"After conducting automated analyses of what students do from moment to moment as they learn to write computer programs, Stanford University researchers were able to predict — with surprising accuracy — the students’ final grades. What makes the feat more remarkable is that the projections were based on learning patterns identified from the students’ work early in the course."
Despite the name, this is pretty amazing. "Personalized learning — customized to different student’s interests and levels — has long been an elusive goal of education. Now, however, technology-enabled approaches like AltSchool’s make personalized learning possible at a whole new scale. Yet education has changed very little, fundamentally, in decades. Can a ‘full-stack‘ approach really change things? This episode of the a16z Podcast with AltSchool founder and CEO Max Ventilla and a16z General Partner Lars Dalgaard addresses some of the common myths and misconceptions around tech and education — and shares their hopes for a better platform to engage teachers, students, parents, and entire communities. And not just in San Francisco."
Just what it sounds like.
More edu than tech, but very interesting. A different way of addressing behavior.
"Evaluation of k-12 teachers in the United States involves intense political and philosophical debates. Data on teacher professional development (PD) practices is only just emerging in digital form, as PD management for k-12 moves to online platforms, and teachers are rated on numerically-scaled rubrics. Education leaders hope to identify generalizable factors in PD practices, previous experience, training, and institutional support that predict teachers’ improvement. But first we mustdetermine the viability of currently available data for predicting teachers’ ratings."
More tech than edu; this stands out because the visualization in out of this world and to me it feels like a new type of lesson.
"What do personal computers, cell phones, and digital cameras have in common? They all started on the fringes. Then they hit a tipping point and, suddenly, they were everywhere. This past year, I believe “open curriculum” - or curriculum that is free and adaptable - hit a similar tipping point in K-12 education. For the first time, more school districts chose an open curriculum over work developed by traditional publishers, like Pearson."
Create interactive online lessons
Maker spaces in education - it's currently just for the privileged. Can it expand?
A video game created by a neurologist to treat ADHD... but will ADHD kids play video games? haha
A collection of apps for visualising probability and statistics concepts and experiments, from [this site] (http://www.math.uah.edu/stat/).
"Leading innovation expert Alec Ross explains what’s next for the world: the advances and stumbling blocks that will emerge in the next ten years, and how we can navigate them." I learned about this from a great a16z, Open vs. Closed, Alpha Cities, and the Industries of the Future.
What's the big deal pushing every kid to code? Is it really necessary? The author argues a firm "yes". He points to the incredible changes in since the early 90s and extrapolates out a decade or two. It is the value tech brings that causes tech skills to be usefull, so I guess the argument is that the value will only increase as the tech gets more impressive. "Already, those who code earn twice as much as those who can't. This is creating an extremely unequal society. Nowhere is this more clear than in San Francisco, where the attraction of monumental technology investment coupled with limited land mass and a social resistance to change has given us a real world glimpse at our possible dystopian future: A world where the technical elite live in close quarters with thousands of formerly middle class citizens forced into abject poverty and homelessness." Lest you think this guy is a tech douchebag, he seems to work hard fighting homelessness in the Bay Area.
The author talks about self-teaching, but the work is applicable outside of that.
"How do you teach 5th graders about Software Engineering concepts without getting too deep into any particular language? This is a question I’d been asking myself a few weeks in advance of attending a local school’s STEM fair... challenging problems like movement and rotation as well as object collisions are over-simplified. This leaves children with the wrong impression of programming — that there’s a set of commands out there and you just have to put them in the right order. To me, it’s the difference between Scripting and Engineering.
I ended up “writing” a computer program, where the “computer” was the entire classroom with the students being my 1s and 0s. My hope was to have them understand Conditions (“If this then do that otherwise do something else”) while understanding the Assumptions I had made, and then importantly — predict Exceptions (when an assumption would fail,) and how we could fix them."
"Futurists and human resource executives say that our work lives will consist of doing several long-term projects or tasks at once... When Jean-Philippe Michel, an Ottawa-based career coach, works with secondary school students, he doesn’t use the word profession. Neither does he focus on helping his young clients figure out what they want to be when they grow up—at least not directly. For him, there's really no such thing as deciding on a profession to grow up into. Rather than encouraging each person to choose a profession, say, architect or engineer, he works backwards from the skills that each student wants to acquire. So instead of saying, 'I want to be a doctor', he’ll aim to get students to talk about a goal, in this case 'using empathy in a medical setting'." The questions this brings up for me are: As the job market moves further from the industrial model of shifts and bells, how long till schools catch up? What educational models are best suited for the future of work? How do we stop fighting the last war?
A NIPS workshop - "The goal of this workshop is to foster discussion and spur research between machine learning experts and researchers in education fields that can solve fundamental problems in education."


▸ **Exercise**:
Go through the data below and return each line where the string "installed" appears.
=== Section Start ===
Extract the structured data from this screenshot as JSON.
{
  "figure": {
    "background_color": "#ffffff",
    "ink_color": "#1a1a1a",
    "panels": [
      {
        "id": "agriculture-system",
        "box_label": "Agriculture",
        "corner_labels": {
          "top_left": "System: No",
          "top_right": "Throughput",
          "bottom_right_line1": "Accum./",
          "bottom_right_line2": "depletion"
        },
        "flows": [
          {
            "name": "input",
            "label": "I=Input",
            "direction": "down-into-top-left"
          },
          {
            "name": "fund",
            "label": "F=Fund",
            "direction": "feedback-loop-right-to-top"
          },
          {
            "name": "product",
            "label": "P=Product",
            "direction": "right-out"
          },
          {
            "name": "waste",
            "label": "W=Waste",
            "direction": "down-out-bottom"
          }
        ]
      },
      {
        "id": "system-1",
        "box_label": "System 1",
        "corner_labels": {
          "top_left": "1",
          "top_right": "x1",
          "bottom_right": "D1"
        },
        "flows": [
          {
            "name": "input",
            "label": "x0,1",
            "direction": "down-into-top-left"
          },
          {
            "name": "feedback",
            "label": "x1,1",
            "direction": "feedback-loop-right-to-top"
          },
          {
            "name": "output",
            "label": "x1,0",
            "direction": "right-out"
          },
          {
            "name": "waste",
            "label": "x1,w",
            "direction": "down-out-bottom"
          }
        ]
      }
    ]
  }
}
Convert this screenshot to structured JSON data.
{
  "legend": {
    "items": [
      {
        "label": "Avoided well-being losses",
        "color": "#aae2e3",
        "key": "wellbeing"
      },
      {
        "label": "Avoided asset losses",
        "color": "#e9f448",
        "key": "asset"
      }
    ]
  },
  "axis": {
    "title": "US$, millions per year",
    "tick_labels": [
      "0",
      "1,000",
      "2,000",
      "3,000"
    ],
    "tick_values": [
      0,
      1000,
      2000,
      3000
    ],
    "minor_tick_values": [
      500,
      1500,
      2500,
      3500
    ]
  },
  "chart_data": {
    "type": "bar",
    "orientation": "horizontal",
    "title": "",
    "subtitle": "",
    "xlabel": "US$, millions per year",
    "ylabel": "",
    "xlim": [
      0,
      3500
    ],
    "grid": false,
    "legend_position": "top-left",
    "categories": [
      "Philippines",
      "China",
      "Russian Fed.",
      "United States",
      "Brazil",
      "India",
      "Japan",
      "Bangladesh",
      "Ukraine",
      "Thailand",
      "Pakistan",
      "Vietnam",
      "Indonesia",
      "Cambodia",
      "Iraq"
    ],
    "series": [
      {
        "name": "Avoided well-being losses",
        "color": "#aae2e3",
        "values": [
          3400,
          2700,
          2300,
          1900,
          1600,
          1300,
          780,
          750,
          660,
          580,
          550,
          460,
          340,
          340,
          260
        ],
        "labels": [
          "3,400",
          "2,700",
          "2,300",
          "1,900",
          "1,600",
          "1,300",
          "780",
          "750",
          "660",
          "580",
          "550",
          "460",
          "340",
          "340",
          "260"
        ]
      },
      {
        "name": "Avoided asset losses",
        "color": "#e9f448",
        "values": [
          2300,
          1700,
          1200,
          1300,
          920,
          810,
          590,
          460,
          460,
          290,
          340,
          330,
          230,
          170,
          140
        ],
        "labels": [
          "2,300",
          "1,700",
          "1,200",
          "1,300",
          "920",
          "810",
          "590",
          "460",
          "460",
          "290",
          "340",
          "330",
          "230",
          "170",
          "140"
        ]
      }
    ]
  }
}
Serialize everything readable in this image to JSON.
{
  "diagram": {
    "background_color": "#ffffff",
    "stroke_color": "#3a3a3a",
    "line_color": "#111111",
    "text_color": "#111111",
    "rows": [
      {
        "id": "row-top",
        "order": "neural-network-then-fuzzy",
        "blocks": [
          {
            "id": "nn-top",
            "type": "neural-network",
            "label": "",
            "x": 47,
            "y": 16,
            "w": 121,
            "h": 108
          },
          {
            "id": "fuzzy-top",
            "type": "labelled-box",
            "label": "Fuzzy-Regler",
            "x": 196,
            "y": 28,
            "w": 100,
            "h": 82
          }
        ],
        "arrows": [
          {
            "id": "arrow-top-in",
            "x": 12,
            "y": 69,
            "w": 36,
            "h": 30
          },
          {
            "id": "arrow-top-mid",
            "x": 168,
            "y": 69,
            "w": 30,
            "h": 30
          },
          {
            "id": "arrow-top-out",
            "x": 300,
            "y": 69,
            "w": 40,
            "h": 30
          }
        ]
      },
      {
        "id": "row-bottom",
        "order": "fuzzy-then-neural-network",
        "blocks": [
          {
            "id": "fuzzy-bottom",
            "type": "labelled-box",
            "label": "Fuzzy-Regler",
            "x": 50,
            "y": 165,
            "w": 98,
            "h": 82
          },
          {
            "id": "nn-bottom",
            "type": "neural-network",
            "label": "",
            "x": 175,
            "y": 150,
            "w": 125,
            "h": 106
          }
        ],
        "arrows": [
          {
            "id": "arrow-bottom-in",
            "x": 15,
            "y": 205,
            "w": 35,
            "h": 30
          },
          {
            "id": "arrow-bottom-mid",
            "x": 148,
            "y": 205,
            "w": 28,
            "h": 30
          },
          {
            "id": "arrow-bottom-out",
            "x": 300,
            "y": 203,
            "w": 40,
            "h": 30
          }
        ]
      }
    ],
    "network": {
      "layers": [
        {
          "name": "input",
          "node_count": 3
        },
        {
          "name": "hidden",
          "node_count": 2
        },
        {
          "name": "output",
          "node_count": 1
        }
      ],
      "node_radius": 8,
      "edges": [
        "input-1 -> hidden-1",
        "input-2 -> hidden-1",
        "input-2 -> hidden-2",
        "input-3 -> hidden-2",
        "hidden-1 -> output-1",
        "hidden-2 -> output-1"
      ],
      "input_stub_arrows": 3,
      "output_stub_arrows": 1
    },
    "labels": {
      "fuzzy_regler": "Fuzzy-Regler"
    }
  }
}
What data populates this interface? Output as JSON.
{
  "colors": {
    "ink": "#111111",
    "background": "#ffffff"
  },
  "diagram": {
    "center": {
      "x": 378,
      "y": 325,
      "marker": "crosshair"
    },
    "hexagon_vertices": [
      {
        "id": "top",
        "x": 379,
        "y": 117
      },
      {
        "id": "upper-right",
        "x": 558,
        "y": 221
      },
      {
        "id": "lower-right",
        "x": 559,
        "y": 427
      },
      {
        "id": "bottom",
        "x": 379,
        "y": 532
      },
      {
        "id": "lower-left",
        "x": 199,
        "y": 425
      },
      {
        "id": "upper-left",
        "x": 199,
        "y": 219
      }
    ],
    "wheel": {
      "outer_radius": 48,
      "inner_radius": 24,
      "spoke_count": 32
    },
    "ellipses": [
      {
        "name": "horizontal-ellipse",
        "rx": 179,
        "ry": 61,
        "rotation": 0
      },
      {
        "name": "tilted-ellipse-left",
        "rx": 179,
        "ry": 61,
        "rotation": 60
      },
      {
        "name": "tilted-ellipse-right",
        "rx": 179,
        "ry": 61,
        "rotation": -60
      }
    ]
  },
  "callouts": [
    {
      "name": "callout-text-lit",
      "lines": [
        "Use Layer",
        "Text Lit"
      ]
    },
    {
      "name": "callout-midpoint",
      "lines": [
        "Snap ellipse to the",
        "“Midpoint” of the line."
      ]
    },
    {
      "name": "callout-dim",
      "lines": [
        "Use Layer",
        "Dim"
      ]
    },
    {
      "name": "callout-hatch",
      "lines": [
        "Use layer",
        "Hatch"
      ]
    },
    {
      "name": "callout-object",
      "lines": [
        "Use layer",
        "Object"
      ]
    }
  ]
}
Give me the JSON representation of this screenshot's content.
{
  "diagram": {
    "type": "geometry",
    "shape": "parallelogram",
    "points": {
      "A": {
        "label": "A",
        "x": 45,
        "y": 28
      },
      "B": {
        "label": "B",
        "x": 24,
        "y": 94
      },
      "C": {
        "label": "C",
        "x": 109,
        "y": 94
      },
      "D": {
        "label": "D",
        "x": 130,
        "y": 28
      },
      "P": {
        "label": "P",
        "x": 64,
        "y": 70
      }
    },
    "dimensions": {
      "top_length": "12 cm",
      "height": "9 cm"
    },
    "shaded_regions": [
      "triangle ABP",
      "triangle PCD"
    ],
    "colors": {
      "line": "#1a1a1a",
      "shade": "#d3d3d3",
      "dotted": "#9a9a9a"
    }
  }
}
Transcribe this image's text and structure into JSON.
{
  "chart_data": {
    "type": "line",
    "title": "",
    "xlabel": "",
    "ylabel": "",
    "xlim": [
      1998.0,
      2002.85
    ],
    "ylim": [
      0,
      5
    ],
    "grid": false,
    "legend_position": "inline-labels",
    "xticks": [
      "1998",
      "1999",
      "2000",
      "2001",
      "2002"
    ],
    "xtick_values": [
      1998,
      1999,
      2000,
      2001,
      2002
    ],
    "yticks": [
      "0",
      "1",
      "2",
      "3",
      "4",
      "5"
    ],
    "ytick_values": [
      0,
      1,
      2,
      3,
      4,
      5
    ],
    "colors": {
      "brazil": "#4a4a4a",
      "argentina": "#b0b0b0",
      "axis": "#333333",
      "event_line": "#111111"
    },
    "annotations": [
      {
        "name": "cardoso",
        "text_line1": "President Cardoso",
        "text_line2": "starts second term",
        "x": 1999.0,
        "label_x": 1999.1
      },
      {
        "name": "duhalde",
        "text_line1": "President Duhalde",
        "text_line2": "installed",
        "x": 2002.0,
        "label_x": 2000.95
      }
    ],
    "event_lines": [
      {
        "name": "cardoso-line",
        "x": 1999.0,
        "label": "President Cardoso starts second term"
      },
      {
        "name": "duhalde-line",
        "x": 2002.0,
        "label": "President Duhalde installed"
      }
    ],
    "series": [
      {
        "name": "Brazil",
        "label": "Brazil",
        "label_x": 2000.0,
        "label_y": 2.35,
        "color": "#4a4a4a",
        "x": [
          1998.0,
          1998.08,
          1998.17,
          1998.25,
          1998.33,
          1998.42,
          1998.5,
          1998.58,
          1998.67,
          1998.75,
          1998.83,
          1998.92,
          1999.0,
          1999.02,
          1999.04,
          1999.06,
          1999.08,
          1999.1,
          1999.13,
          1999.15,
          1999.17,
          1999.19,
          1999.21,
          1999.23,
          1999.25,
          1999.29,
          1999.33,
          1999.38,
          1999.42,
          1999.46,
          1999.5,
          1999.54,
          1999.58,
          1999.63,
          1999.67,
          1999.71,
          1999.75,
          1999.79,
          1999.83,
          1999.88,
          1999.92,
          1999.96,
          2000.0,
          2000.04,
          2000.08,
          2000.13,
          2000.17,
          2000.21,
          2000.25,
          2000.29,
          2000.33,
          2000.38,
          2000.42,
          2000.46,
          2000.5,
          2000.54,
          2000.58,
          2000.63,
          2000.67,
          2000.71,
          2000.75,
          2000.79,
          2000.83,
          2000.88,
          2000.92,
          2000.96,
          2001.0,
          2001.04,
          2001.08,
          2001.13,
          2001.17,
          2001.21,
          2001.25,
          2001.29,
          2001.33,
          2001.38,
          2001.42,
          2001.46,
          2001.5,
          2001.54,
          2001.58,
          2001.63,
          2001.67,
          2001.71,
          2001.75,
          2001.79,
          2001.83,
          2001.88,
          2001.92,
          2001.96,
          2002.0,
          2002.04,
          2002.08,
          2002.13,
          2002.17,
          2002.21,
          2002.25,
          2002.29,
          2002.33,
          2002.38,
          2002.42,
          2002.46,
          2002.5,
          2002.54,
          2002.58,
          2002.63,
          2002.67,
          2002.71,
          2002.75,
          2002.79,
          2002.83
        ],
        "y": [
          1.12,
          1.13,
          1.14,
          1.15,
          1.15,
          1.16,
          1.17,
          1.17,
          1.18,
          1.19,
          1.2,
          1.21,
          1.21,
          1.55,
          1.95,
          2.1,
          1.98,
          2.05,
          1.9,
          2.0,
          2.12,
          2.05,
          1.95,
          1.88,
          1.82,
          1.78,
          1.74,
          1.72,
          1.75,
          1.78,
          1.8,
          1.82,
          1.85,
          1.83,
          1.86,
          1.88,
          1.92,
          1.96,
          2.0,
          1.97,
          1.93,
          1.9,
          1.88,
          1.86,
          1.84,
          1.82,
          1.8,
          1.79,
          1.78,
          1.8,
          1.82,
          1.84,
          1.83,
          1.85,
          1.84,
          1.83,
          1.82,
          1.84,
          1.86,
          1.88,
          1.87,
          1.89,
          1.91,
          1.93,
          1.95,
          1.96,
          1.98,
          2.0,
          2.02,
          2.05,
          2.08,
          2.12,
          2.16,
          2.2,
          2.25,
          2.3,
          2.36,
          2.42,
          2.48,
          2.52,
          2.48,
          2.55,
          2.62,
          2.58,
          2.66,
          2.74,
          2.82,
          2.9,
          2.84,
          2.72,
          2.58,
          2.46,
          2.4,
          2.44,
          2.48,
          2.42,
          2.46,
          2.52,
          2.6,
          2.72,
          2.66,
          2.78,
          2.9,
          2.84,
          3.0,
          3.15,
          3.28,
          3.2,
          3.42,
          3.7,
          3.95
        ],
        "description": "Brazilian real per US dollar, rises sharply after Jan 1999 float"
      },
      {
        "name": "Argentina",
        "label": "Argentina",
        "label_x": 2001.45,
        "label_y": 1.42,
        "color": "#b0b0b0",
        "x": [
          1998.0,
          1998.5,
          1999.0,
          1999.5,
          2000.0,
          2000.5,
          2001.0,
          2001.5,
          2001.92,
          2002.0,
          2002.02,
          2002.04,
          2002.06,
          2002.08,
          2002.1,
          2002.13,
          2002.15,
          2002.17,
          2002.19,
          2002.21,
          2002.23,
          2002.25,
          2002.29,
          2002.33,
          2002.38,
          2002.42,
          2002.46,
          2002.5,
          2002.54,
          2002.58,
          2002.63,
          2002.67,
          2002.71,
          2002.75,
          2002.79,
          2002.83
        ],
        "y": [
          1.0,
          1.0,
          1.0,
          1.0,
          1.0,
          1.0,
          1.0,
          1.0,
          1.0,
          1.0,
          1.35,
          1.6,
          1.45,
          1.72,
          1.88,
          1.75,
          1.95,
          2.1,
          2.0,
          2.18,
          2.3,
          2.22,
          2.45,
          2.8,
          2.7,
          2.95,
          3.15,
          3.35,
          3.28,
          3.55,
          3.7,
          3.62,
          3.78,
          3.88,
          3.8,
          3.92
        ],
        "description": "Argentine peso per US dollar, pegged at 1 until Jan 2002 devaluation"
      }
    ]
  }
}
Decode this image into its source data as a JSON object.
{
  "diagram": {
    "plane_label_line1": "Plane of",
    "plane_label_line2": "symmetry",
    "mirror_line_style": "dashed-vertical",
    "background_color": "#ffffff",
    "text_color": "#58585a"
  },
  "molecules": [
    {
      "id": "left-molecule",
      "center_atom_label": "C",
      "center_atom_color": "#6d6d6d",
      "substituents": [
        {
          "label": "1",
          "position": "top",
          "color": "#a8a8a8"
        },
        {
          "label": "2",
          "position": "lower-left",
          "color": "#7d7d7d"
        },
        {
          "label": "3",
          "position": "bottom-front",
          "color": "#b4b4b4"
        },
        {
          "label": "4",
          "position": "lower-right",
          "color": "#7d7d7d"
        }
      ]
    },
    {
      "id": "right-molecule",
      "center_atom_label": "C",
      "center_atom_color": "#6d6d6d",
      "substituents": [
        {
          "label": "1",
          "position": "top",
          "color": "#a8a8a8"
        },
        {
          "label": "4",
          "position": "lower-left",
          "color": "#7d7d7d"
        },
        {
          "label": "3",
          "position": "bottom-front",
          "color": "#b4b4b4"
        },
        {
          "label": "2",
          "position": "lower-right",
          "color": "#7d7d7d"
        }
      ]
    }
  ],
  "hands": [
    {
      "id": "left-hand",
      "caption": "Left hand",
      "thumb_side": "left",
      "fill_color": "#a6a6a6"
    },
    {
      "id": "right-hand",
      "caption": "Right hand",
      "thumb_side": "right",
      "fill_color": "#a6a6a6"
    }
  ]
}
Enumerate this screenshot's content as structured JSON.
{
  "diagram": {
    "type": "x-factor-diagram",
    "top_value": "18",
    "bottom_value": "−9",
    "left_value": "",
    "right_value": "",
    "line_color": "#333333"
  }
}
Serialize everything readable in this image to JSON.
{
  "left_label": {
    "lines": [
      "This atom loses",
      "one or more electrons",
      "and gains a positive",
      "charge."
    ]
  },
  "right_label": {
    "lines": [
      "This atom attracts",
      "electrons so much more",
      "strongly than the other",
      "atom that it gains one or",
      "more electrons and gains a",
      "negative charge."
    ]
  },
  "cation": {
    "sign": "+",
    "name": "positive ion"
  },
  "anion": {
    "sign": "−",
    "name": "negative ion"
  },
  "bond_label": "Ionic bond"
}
=== Section End ===
▸ **Your response**:
        "text_line2": "installed",
        "label": "President Duhalde installed"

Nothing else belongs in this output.